Panda right for the job?

A friend of mine - a history buff, Civil war reenactor and history prof, and I - programmer - have been kicking around the idea of using game technology to build an instructional simulation of Civil War battles.

This isn’t a commercial project and whatever we produce will be freely available at no cost if used for educational purposes.

We’ve sketched out what we need in terms of capability and I was hoping the people who’re familiar with Panda could take a look out the requirements outline and tell me if Panda will cover them.

If Panda isn’t a good fit then we’re open to suggestions. Our budget consists of our spare time and whatever our respective wives will let us spend which isn’t much.

Here are the requirements as we currently see them:

The software should support the following:

-Plug-in allowing viewing/interacting via a browser.

-Pre-programmed movement, i.e. run the battle as it was fought with an attendant clock/calendar, voice-over annoucer. The clock should be controllable as to start time and rate, i.e. one minute of real time equals one hour of simulation time, controllable by viewer.

-The option of selecting some individual, position, weapon, road, any other object, and getting detail associated with that object. A soldier’s story, the importance of a position, road, the source, value, importance of a weapon, etc.

-Modifying the view as point-of-view zooms in and out. That is, at a certain distance from the battlefield the view changes from that of individual features, soldiers, etc to a more schematic view showing overall movements and positions.

-User-moveable point-of-view.

-Control of lighting conditions to simulate time of day, of year and weather conditions.

darn, didn’t notice that I hadn’t logged in. This ought to be under my user-id.

Allen

How dead-set are you on the browser requirement?

The only tool I know of that (realistically) lets you create games in a browser is flash. But this sounds like a pretty big game for a flash game.

How dead-set are you on the browser requirement?

It’d be nice, not a necessity.

Mostly I’m looking for the tool appropriate to the job. A couple of years ago I tried using VRML but that wasn’t up to the job not to mention the amount of work necessary to get even modest worlds working.

A browser plug-in would make the installation problem go away but I’d rather have something working then wait for the perfect situation and given the volume of work involved to build any sort of simulation like this a tool that’s designed to speed up production would be a real plus. That’s what kicked off my interest in the use of Panda.
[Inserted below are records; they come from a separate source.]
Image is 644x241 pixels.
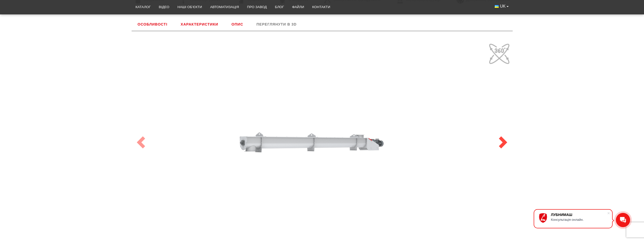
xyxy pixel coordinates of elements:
a: Особливості [132,18,173,31]
a: Каталог [132,1,155,13]
button: UK [491,1,512,11]
a: Наші об’єкти [173,1,206,13]
a: Відео [155,1,173,13]
span: UK [500,4,506,9]
img: Українська [494,5,499,8]
a: Про завод [243,1,271,13]
a: Блог [271,1,288,13]
a: Опис [225,18,249,31]
div: ЛУБНИМАШ [551,213,607,217]
a: Переглянути в 3D [250,18,303,31]
a: Контакти [308,1,334,13]
a: Автоматизація [206,1,243,13]
a: Файли [288,1,308,13]
div: Консультація онлайн. [551,218,607,221]
a: Характеристики [175,18,224,31]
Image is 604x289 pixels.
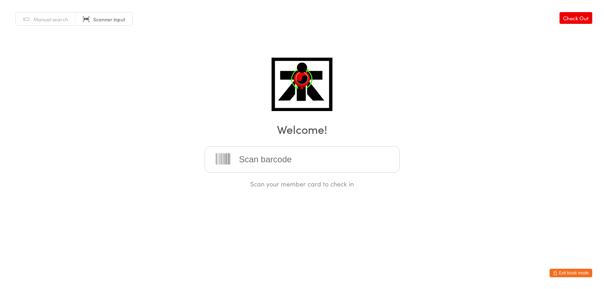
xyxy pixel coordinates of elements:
[550,269,592,277] button: Exit kiosk mode
[7,121,597,137] h2: Welcome!
[93,16,125,23] span: Scanner input
[205,179,400,188] div: Scan your member card to check in
[560,12,592,24] a: Check Out
[33,16,68,23] span: Manual search
[205,146,400,173] input: Scan barcode
[272,58,332,111] img: ATI Midvale / Midland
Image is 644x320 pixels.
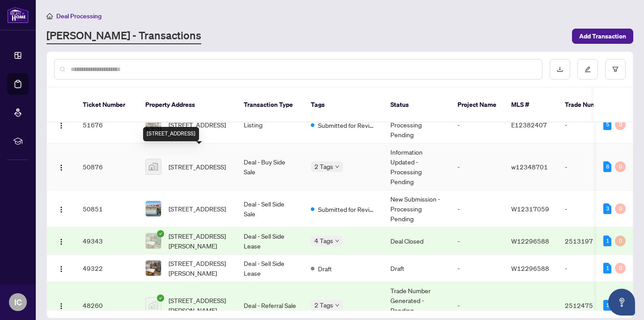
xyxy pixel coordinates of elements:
[604,120,611,130] div: 5
[315,300,333,311] span: 2 Tags
[58,206,65,213] img: Logo
[558,143,620,190] td: -
[558,255,620,282] td: -
[585,66,591,73] span: edit
[605,59,626,80] button: filter
[315,236,333,246] span: 4 Tags
[236,106,303,143] td: Listing
[58,122,65,129] img: Logo
[335,239,339,243] span: down
[383,190,450,228] td: New Submission - Processing Pending
[54,159,69,174] button: Logo
[146,117,161,132] img: thumbnail-img
[58,303,65,310] img: Logo
[383,87,450,122] th: Status
[615,204,626,214] div: 0
[58,164,65,171] img: Logo
[47,28,201,44] a: [PERSON_NAME] - Transactions
[450,106,504,143] td: -
[236,87,303,122] th: Transaction Type
[318,264,332,273] span: Draft
[315,162,333,172] span: 2 Tags
[612,66,619,73] span: filter
[604,236,611,246] div: 1
[54,234,69,248] button: Logo
[318,120,376,130] span: Submitted for Review
[335,164,339,169] span: down
[236,228,303,255] td: Deal - Sell Side Lease
[76,143,138,190] td: 50876
[511,237,549,245] span: W12296588
[76,106,138,143] td: 51676
[615,162,626,172] div: 0
[615,236,626,246] div: 0
[318,204,376,214] span: Submitted for Review
[511,163,548,171] span: w12348701
[54,261,69,276] button: Logo
[303,87,383,122] th: Tags
[138,87,236,122] th: Property Address
[615,120,626,130] div: 0
[76,228,138,255] td: 49343
[54,117,69,132] button: Logo
[76,190,138,228] td: 50851
[579,29,626,43] span: Add Transaction
[511,205,549,213] span: W12317059
[558,106,620,143] td: -
[604,162,611,172] div: 8
[558,228,620,255] td: 2513197
[169,120,226,130] span: [STREET_ADDRESS]
[236,143,303,190] td: Deal - Buy Side Sale
[146,201,161,216] img: thumbnail-img
[236,255,303,282] td: Deal - Sell Side Lease
[76,87,138,122] th: Ticket Number
[143,127,199,141] div: [STREET_ADDRESS]
[14,296,22,308] span: IC
[572,29,633,44] button: Add Transaction
[58,239,65,245] img: Logo
[146,298,161,313] img: thumbnail-img
[146,234,161,249] img: thumbnail-img
[236,190,303,228] td: Deal - Sell Side Sale
[54,298,69,313] button: Logo
[146,159,161,174] img: thumbnail-img
[558,190,620,228] td: -
[47,13,53,19] span: home
[383,255,450,282] td: Draft
[54,202,69,216] button: Logo
[58,266,65,273] img: Logo
[550,59,570,80] button: download
[450,228,504,255] td: -
[383,228,450,255] td: Deal Closed
[146,261,161,276] img: thumbnail-img
[169,162,226,172] span: [STREET_ADDRESS]
[511,121,547,129] span: E12382407
[450,143,504,190] td: -
[157,295,164,302] span: check-circle
[450,190,504,228] td: -
[383,143,450,190] td: Information Updated - Processing Pending
[604,300,611,311] div: 1
[169,231,229,251] span: [STREET_ADDRESS][PERSON_NAME]
[609,289,635,316] button: Open asap
[604,204,611,214] div: 3
[504,87,558,122] th: MLS #
[169,259,229,278] span: [STREET_ADDRESS][PERSON_NAME]
[169,296,229,315] span: [STREET_ADDRESS][PERSON_NAME]
[169,204,226,214] span: [STREET_ADDRESS]
[56,12,101,20] span: Deal Processing
[578,59,598,80] button: edit
[383,106,450,143] td: New Submission - Processing Pending
[450,255,504,282] td: -
[76,255,138,282] td: 49322
[335,303,339,308] span: down
[7,7,29,23] img: logo
[615,263,626,273] div: 0
[157,230,164,238] span: check-circle
[604,263,611,273] div: 1
[557,66,563,73] span: download
[450,87,504,122] th: Project Name
[558,87,620,122] th: Trade Number
[511,264,549,272] span: W12296588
Aside from the browser thing, panda can certainly do all of that. But note that panda doesn’t contain any simulation code. It’s only going to handle your rendering.

For example, you said “Pre-programmed movement, i.e. run the battle as it was fought with an attendant clock/calendar, voice-over annoucer. The clock should be controllable as to start time and rate, i.e. one minute of real time equals one hour of simulation time, controllable by viewer.” That’s all simulation stuff.

Now, granted, some 3D engines would actually interfere with your doing that sort of thing. Panda won’t — it will work just fine with that kind of simulation. But you will have to write the simulation code yourself.

I forgot to mention. This summer, I’m planning on writing a “prepackaged game” wizard for panda. The idea is, you write a game, then run the wizard, and it zips everything up along with a copy of panda and turns it all into a nice little EXE file. So that might solve your installer concerns?